Mayor Bill de Blasio announced on Sunday a five-point plan designed to ease congestion in the city’s busiest neighborhoods. The program, called “Clear Lanes,” includes a series of initiatives like creating new moving lanes in Midtown, clearing curbs during rush hour and expanding NYPD enforcement of block-the-box violations. Beginning in January, in addition to the heavily congested Midtown, rush-hour deliveries will be banned during a six-month test run on Roosevelt Avenue in Queens and Flatbush Avenue in Brooklyn (h/t New York Times).
In Midtown, the city plans on creating continuous curb moving lanes at 11 key crosstown streets and allowing deliveries for one side of the street. The NYPD will double the number of Traffic Enforcement Agents from 40 to 80 in this area and will focus on moving and parking violations, double parking and off-route trucks. The city said it will reform its double parking and other curb regulations to make them easier for drivers to understand and for officers to enforce.
As part of a six-month pilot program beginning in January, the city will ban curbside loading on both sides of the street during peak hours, 7 am to 10 am and 4 pm to 7 pm.

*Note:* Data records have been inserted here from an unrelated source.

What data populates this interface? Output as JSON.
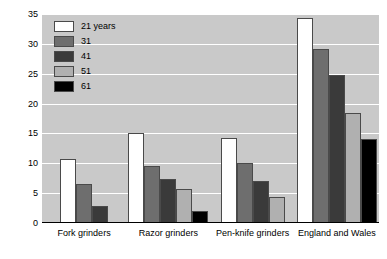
{
  "chart_data": {
    "type": "bar",
    "title": "",
    "subtitle": "",
    "xlabel": "",
    "ylabel": "",
    "categories": [
      "Fork grinders",
      "Razor grinders",
      "Pen-knife grinders",
      "England and Wales"
    ],
    "series": [
      {
        "name": "21 years",
        "color": "#ffffff",
        "values": [
          10.7,
          15.0,
          14.3,
          34.4
        ]
      },
      {
        "name": "31",
        "color": "#6e6e6e",
        "values": [
          6.6,
          9.6,
          10.0,
          29.2
        ]
      },
      {
        "name": "41",
        "color": "#3a3a3a",
        "values": [
          2.8,
          7.4,
          7.0,
          24.8
        ]
      },
      {
        "name": "51",
        "color": "#b0b0b0",
        "values": [
          null,
          5.7,
          4.3,
          18.4
        ]
      },
      {
        "name": "61",
        "color": "#000000",
        "values": [
          null,
          2.0,
          null,
          14.0
        ]
      }
    ],
    "ylim": [
      0,
      35
    ],
    "yticks": [
      "0",
      "5",
      "10",
      "15",
      "20",
      "25",
      "30",
      "35"
    ],
    "ytick_values": [
      0,
      5,
      10,
      15,
      20,
      25,
      30,
      35
    ],
    "grid": true,
    "legend_position": "top-left",
    "plot_background": "#c9c9c9",
    "gridline_color": "#ffffff",
    "bar_border_color": "#4a4a4a",
    "axis_color": "#000000"
  }
}
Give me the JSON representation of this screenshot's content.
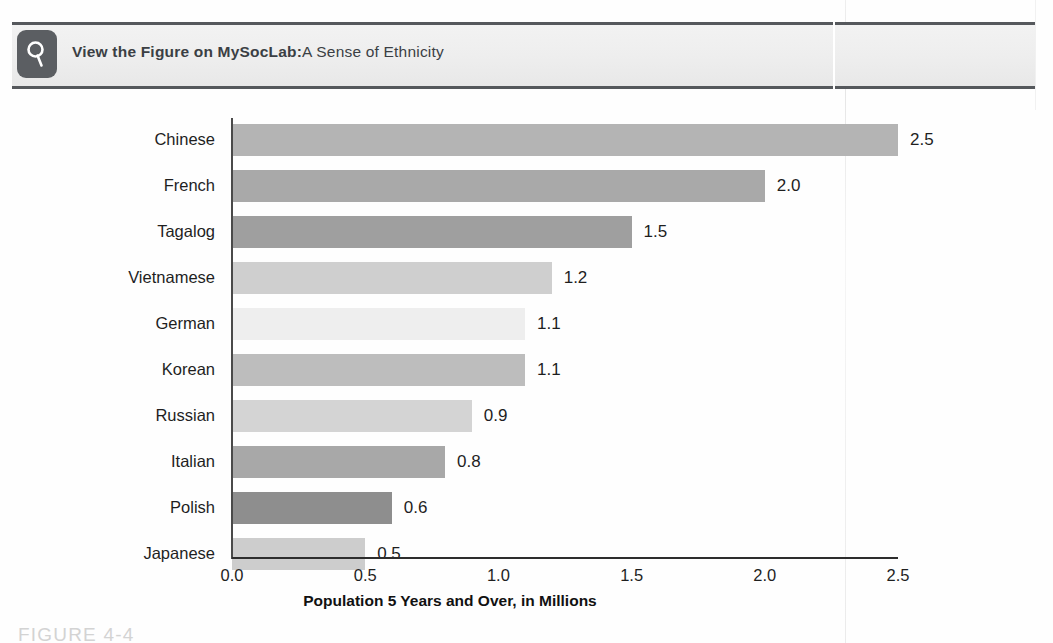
{
  "banner": {
    "icon": "magnifying-glass-icon",
    "text_parts": [
      {
        "t": "View the ",
        "bold": true
      },
      {
        "t": "Figure ",
        "bold": true
      },
      {
        "t": "on ",
        "bold": true
      },
      {
        "t": "MySocLab:",
        "bold": true
      },
      {
        "t": "A Sense of Ethnicity",
        "bold": false
      }
    ],
    "full_text": "View the Figure on MySocLab:A Sense of Ethnicity"
  },
  "figure_caption": "FIGURE 4-4",
  "chart_data": {
    "type": "bar",
    "orientation": "horizontal",
    "title": "",
    "xlabel": "Population 5 Years and Over, in Millions",
    "ylabel": "",
    "xlim": [
      0.0,
      2.5
    ],
    "xticks": [
      "0.0",
      "0.5",
      "1.0",
      "1.5",
      "2.0",
      "2.5"
    ],
    "xtick_values": [
      0.0,
      0.5,
      1.0,
      1.5,
      2.0,
      2.5
    ],
    "grid": false,
    "legend": "none",
    "categories": [
      "Chinese",
      "French",
      "Tagalog",
      "Vietnamese",
      "German",
      "Korean",
      "Russian",
      "Italian",
      "Polish",
      "Japanese"
    ],
    "values": [
      2.5,
      2.0,
      1.5,
      1.2,
      1.1,
      1.1,
      0.9,
      0.8,
      0.6,
      0.5
    ],
    "value_labels": [
      "2.5",
      "2.0",
      "1.5",
      "1.2",
      "1.1",
      "1.1",
      "0.9",
      "0.8",
      "0.6",
      "0.5"
    ],
    "bar_colors": [
      "#b4b4b4",
      "#a9a9a9",
      "#9f9f9f",
      "#cfcfcf",
      "#eeeeee",
      "#bdbdbd",
      "#d4d4d4",
      "#a8a8a8",
      "#8e8e8e",
      "#cdcdcd"
    ]
  },
  "colors": {
    "band_background": "#eeeeee",
    "band_rule": "#55585c",
    "icon_background": "#5b5e62",
    "axis": "#2d2d2d",
    "text": "#1f1f1f",
    "caption": "#d3d3d3"
  }
}
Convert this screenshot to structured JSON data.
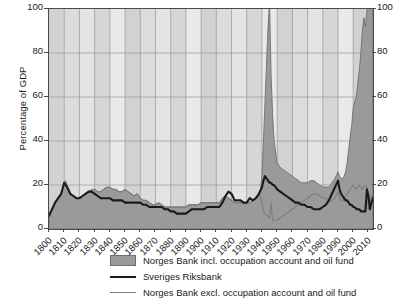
{
  "chart_data": {
    "type": "area",
    "title": "",
    "subtitle": "",
    "xlabel": "",
    "ylabel": "Percentage of GDP",
    "xlim": [
      1800,
      2013
    ],
    "ylim": [
      0,
      100
    ],
    "grid": true,
    "legend_position": "below",
    "y_ticks": [
      0,
      20,
      40,
      60,
      80,
      100
    ],
    "y_ticks_right": [
      0,
      20,
      40,
      60,
      80,
      100
    ],
    "x_ticks": [
      1800,
      1810,
      1820,
      1830,
      1840,
      1850,
      1860,
      1870,
      1880,
      1890,
      1900,
      1910,
      1920,
      1930,
      1940,
      1950,
      1960,
      1970,
      1980,
      1990,
      2000,
      2010
    ],
    "colors": {
      "area_fill": "#9a9a9a",
      "area_edge": "#6e6e6e",
      "sveriges_line": "#1a1a1a",
      "norges_excl_line": "#7d7d7d",
      "plot_background": "#d4d4d4",
      "grid_line": "#9e9e9e",
      "frame": "#4a4a4a"
    },
    "series": [
      {
        "name": "Norges Bank incl. occupation account and oil fund",
        "style": "filled-area",
        "x": [
          1800,
          1802,
          1804,
          1806,
          1808,
          1810,
          1811,
          1812,
          1814,
          1816,
          1818,
          1820,
          1822,
          1824,
          1826,
          1828,
          1830,
          1832,
          1834,
          1836,
          1838,
          1840,
          1842,
          1844,
          1846,
          1848,
          1850,
          1852,
          1854,
          1856,
          1858,
          1860,
          1862,
          1864,
          1866,
          1868,
          1870,
          1872,
          1874,
          1876,
          1878,
          1880,
          1882,
          1884,
          1886,
          1888,
          1890,
          1892,
          1894,
          1896,
          1898,
          1900,
          1902,
          1904,
          1906,
          1908,
          1910,
          1912,
          1914,
          1916,
          1918,
          1920,
          1922,
          1924,
          1926,
          1928,
          1930,
          1932,
          1934,
          1936,
          1938,
          1939,
          1940,
          1941,
          1942,
          1943,
          1944,
          1945,
          1946,
          1947,
          1948,
          1950,
          1952,
          1954,
          1956,
          1958,
          1960,
          1962,
          1964,
          1966,
          1968,
          1970,
          1972,
          1974,
          1976,
          1978,
          1980,
          1982,
          1984,
          1986,
          1988,
          1990,
          1991,
          1992,
          1993,
          1994,
          1995,
          1996,
          1997,
          1998,
          1999,
          2000,
          2001,
          2002,
          2003,
          2004,
          2005,
          2006,
          2007,
          2008,
          2009,
          2010,
          2011,
          2012,
          2013
        ],
        "y": [
          6,
          9,
          12,
          14,
          16,
          21,
          22,
          19,
          16,
          15,
          14,
          14,
          15,
          16,
          17,
          18,
          18,
          17,
          17,
          18,
          19,
          19,
          18,
          18,
          17,
          17,
          18,
          17,
          16,
          15,
          16,
          14,
          13,
          13,
          12,
          11,
          11,
          12,
          11,
          10,
          10,
          10,
          10,
          10,
          10,
          10,
          10,
          11,
          11,
          11,
          11,
          12,
          12,
          12,
          12,
          12,
          12,
          12,
          14,
          15,
          14,
          13,
          12,
          12,
          12,
          12,
          12,
          12,
          13,
          14,
          16,
          18,
          24,
          40,
          58,
          75,
          92,
          103,
          70,
          52,
          40,
          30,
          28,
          27,
          26,
          25,
          24,
          23,
          22,
          21,
          21,
          21,
          22,
          22,
          21,
          20,
          19,
          19,
          19,
          21,
          23,
          26,
          24,
          23,
          23,
          24,
          26,
          30,
          36,
          42,
          47,
          55,
          58,
          60,
          66,
          72,
          80,
          90,
          96,
          92,
          99,
          104,
          108,
          112,
          115
        ]
      },
      {
        "name": "Sveriges Riksbank",
        "style": "thick-line",
        "x": [
          1800,
          1802,
          1804,
          1806,
          1808,
          1810,
          1812,
          1814,
          1816,
          1818,
          1820,
          1822,
          1824,
          1826,
          1828,
          1830,
          1832,
          1834,
          1836,
          1838,
          1840,
          1842,
          1844,
          1846,
          1848,
          1850,
          1852,
          1854,
          1856,
          1858,
          1860,
          1862,
          1864,
          1866,
          1868,
          1870,
          1872,
          1874,
          1876,
          1878,
          1880,
          1882,
          1884,
          1886,
          1888,
          1890,
          1892,
          1894,
          1896,
          1898,
          1900,
          1902,
          1904,
          1906,
          1908,
          1910,
          1912,
          1914,
          1916,
          1918,
          1920,
          1922,
          1924,
          1926,
          1928,
          1930,
          1932,
          1934,
          1936,
          1938,
          1940,
          1941,
          1942,
          1943,
          1944,
          1945,
          1946,
          1947,
          1948,
          1950,
          1952,
          1954,
          1956,
          1958,
          1960,
          1962,
          1964,
          1966,
          1968,
          1970,
          1972,
          1974,
          1976,
          1978,
          1980,
          1982,
          1984,
          1986,
          1988,
          1990,
          1991,
          1992,
          1993,
          1994,
          1995,
          1996,
          1997,
          1998,
          1999,
          2000,
          2001,
          2002,
          2003,
          2004,
          2005,
          2006,
          2007,
          2008,
          2009,
          2010,
          2011,
          2012,
          2013
        ],
        "y": [
          6,
          9,
          12,
          14,
          16,
          21,
          19,
          16,
          15,
          14,
          14,
          15,
          16,
          17,
          17,
          16,
          15,
          14,
          14,
          14,
          14,
          13,
          13,
          13,
          13,
          12,
          12,
          12,
          12,
          12,
          12,
          11,
          11,
          10,
          10,
          10,
          10,
          10,
          9,
          9,
          8,
          8,
          7,
          7,
          7,
          7,
          8,
          9,
          9,
          9,
          9,
          9,
          10,
          10,
          10,
          10,
          10,
          12,
          15,
          17,
          16,
          13,
          13,
          13,
          12,
          12,
          14,
          13,
          14,
          16,
          19,
          22,
          24,
          23,
          22,
          21,
          21,
          20,
          20,
          18,
          17,
          16,
          15,
          14,
          13,
          12,
          12,
          11,
          11,
          10,
          10,
          9,
          9,
          9,
          10,
          11,
          13,
          16,
          19,
          22,
          18,
          16,
          15,
          14,
          13,
          13,
          12,
          11,
          11,
          10,
          10,
          9,
          9,
          9,
          8,
          8,
          8,
          8,
          18,
          15,
          9,
          12,
          14
        ]
      },
      {
        "name": "Norges Bank excl. occupation account and oil fund",
        "style": "thin-line",
        "x": [
          1830,
          1832,
          1834,
          1836,
          1838,
          1840,
          1842,
          1844,
          1846,
          1848,
          1850,
          1852,
          1854,
          1856,
          1858,
          1860,
          1862,
          1864,
          1866,
          1868,
          1870,
          1872,
          1874,
          1876,
          1878,
          1880,
          1882,
          1884,
          1886,
          1888,
          1890,
          1892,
          1894,
          1896,
          1898,
          1900,
          1902,
          1904,
          1906,
          1908,
          1910,
          1912,
          1914,
          1916,
          1918,
          1920,
          1922,
          1924,
          1926,
          1928,
          1930,
          1932,
          1934,
          1936,
          1938,
          1940,
          1941,
          1942,
          1943,
          1944,
          1945,
          1946,
          1947,
          1948,
          1950,
          1952,
          1954,
          1956,
          1958,
          1960,
          1962,
          1964,
          1966,
          1968,
          1970,
          1972,
          1974,
          1976,
          1978,
          1980,
          1982,
          1984,
          1986,
          1988,
          1990,
          1991,
          1992,
          1993,
          1994,
          1995,
          1996,
          1997,
          1998,
          1999,
          2000,
          2001,
          2002,
          2003,
          2004,
          2005,
          2006,
          2007,
          2008,
          2009,
          2010,
          2011,
          2012,
          2013
        ],
        "y": [
          18,
          17,
          17,
          18,
          19,
          19,
          18,
          18,
          17,
          17,
          18,
          17,
          16,
          15,
          16,
          14,
          13,
          13,
          12,
          11,
          11,
          12,
          11,
          10,
          10,
          10,
          10,
          10,
          10,
          10,
          10,
          11,
          11,
          11,
          11,
          12,
          12,
          12,
          12,
          12,
          12,
          12,
          14,
          15,
          14,
          13,
          12,
          12,
          12,
          12,
          12,
          12,
          13,
          14,
          16,
          12,
          8,
          7,
          6,
          6,
          5,
          12,
          4,
          4,
          4,
          5,
          6,
          7,
          8,
          9,
          10,
          11,
          12,
          13,
          14,
          15,
          16,
          16,
          15,
          14,
          14,
          13,
          13,
          14,
          17,
          14,
          13,
          13,
          14,
          15,
          16,
          17,
          18,
          19,
          20,
          19,
          18,
          19,
          20,
          19,
          18,
          19,
          20,
          19,
          9,
          12,
          15,
          14
        ]
      }
    ]
  },
  "legend": {
    "items": [
      {
        "label": "Norges Bank incl. occupation account and oil fund",
        "key": "patch"
      },
      {
        "label": "Sveriges Riksbank",
        "key": "line-thick"
      },
      {
        "label": "Norges Bank excl. occupation account and oil fund",
        "key": "line-thin"
      }
    ]
  }
}
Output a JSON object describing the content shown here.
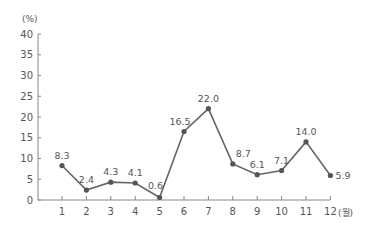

The corridors to be tested include Manhattan in the zone bounded by Sixth Avenue, Madison Avenue, 45th Street and 50th Street, in Queens along Roosevelt Avenue and Broadway to 108th Street, and in Brooklyn, along Flatbush Avenue and stretching between Grand Army Plaza and Tillary Street.
De Blasio said the city’s growing population and economic vitality, while positive, is putting a strain on the already crowded street network. “New Yorkers have been telling me loud and clear about the quality-of-life problems created by traffic where they live and work,” the mayor said. “With a targeted effort to help clear travel lanes, delivery zones, intersections and highways, these initiatives will address these concerns head-on, using established and new tools that will keep our City moving, from midtown to all of our neighborhoods.”
The city will also increase efforts against cars that “block-the-box,” which happens when drivers do not leave enough space for pedestrians to safely cross intersections. In addition to increasing NYPD enforcement at 50 key intersections across five boroughs, the city’s Department of Transportation (DOT) will install special block-the-box markings and update signage to make drivers more aware of the restrictions.
Outside of Manhattan, Clear Lanes will address highly congested commercial districts like Downtown Flushing, the North Shore of Staten Island, Hunts Point and Downtown Jamaica. DOT will also evaluate data to find the most/ least congested, slowest/fastest, unreliable/reliable locations across the city.
In collaboration with state and local transportation agencies, the plan will make highway traffic part of its focus, especially on the Cross Bronx and Staten Island Expressways. The city will test measures like placing traffic lights at exits and stationing emergency vehicles along the routes.
This summer, Governor Andrew Cuomo said he plans on releasing a congestion pricing planas a way to provide a dedicated source of funding for the MTA and as a way to reduce traffic. Following the governor’s announcement, de Blasio said he doesn’t believe in a congestion pricing plan, seeing it as hurtful toward low-income New Yorkers. Instead, the mayor revealed a plan that would tax the wealthiest 1 percent of residents to pay for the subway’s much-needed repairs. His so-called “millionaires tax” must be approved by Albany to be enacted, something that many say is unlikely due to the state Senate’s GOP majority.